It's raining today across most of the East Coast, and research indicates that this could impact not just today's election but the subsequent behavior of members of congress — even incumbents who win reelection..
It's true that, logically speaking, whether it rained on the first Tuesday of the previous November should not influence a member of Congress's thinking about a pending piece of legislation.
But a paper from John Henderson at Yale and John Brooks from UC Berkeley shows not only that it does, but that it does so in a specific direction — House members amass a more conservative voting record if it rained on their district's most recent Election Day.
It's like rain on Election Day
This effect, the authors find, is concentrated "mainly in competitive districts with the greatest risk of defeat," and Democratic members of Congress are much more likely to experience rain effects than are Republicans.
Studying a big sample of US House races from 1956 to 2008, they find that this is likely driven by the impact of rain on voter turnout.
Specifically, Democrats are pickier about whether they vote than are Republicans (which is why the GOP gets a turnout edge in midterms), and thus rainy days appear to depress Democratic vote margins by 1.4 to 2 percentage points.
In other words, a Democrat who would win with 53 percent of the vote on a sunny day might only win by 51 percent on a rainy day.

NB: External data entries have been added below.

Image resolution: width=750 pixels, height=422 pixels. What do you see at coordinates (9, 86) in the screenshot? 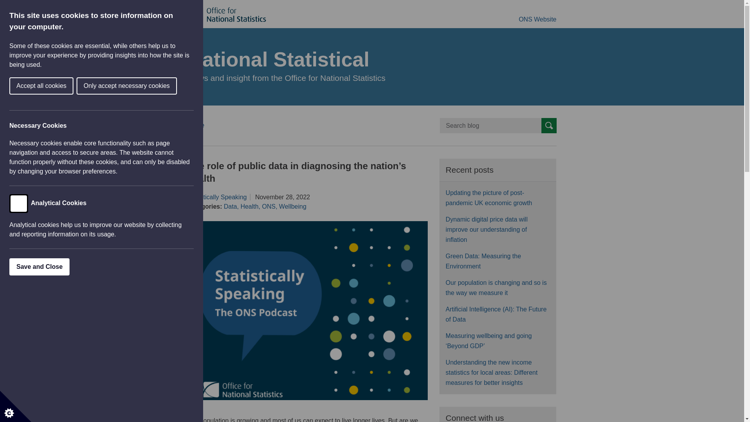
I see `Only accept necessary cookies` at bounding box center [9, 86].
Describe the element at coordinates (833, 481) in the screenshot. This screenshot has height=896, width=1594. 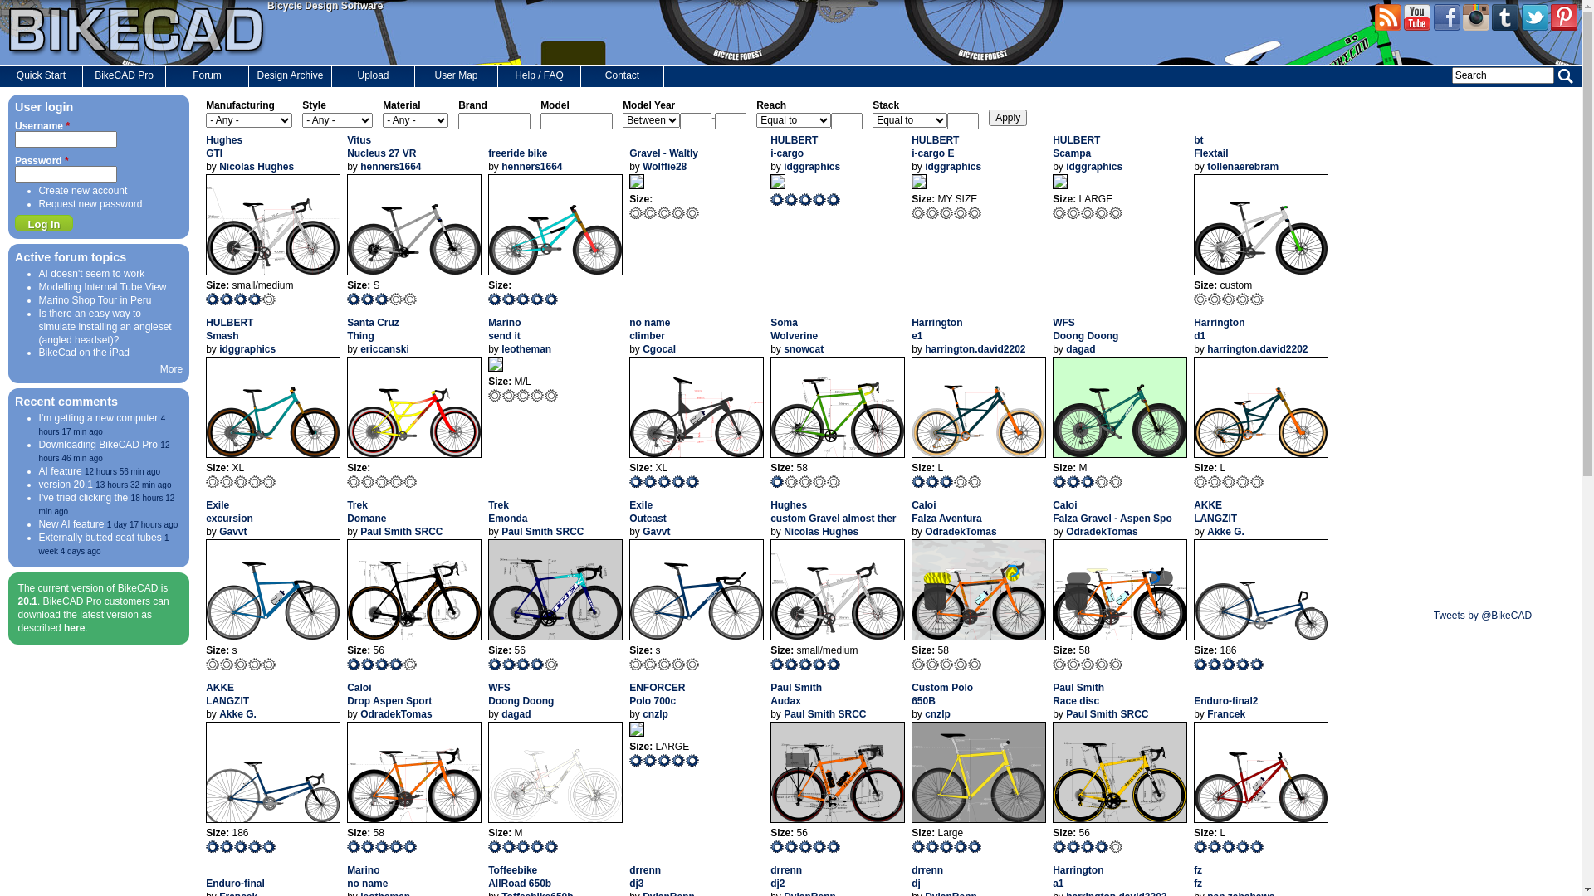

The good advice that you just didn't take
It's easy enough to see how an unexpectedly close reelection fight driven by unexpectedly low Democratic turnout could push an incumbent Democrat to reposition himself somewhat more conservatively in the future. But in theory, savvy political advisers ought to be able to tell you that the unexpectedly low turnout was driven by unexpectedly bad weather and there's no need to have this reaction.
And yet, this doesn't happen.
Either political professionals don't realize that rain depresses Democratic turnout (which seems strange to me, since I heard political pros tell me this many times over the years before I saw research proving it) or else they somehow don't connect the dots correctly. Henderson and Brooks refer to this phenomenon as "elite information uncertainty," which I think in layman's terms I would call not thinking clearly.
The black fly in democracy's chardonnay
The fact that random fluctuations in the weather have a meaningful impact on congressional voting behavior and policy outcomes is, itself, a little bit weird. But the important point to grasp is that it just happens to be the case that accurate and comprehensive weather reports are available that date back to the 1950s. That makes the influence of past rain on future legislation a tractable subject for quantitative social science research, which is how we got this paper.
But there are presumably other kinds of random events that also influence turnout. And if members of Congress aren't capable of correcting for the weather when thinking back to their last election, they probably aren't correcting for any of the rest of them.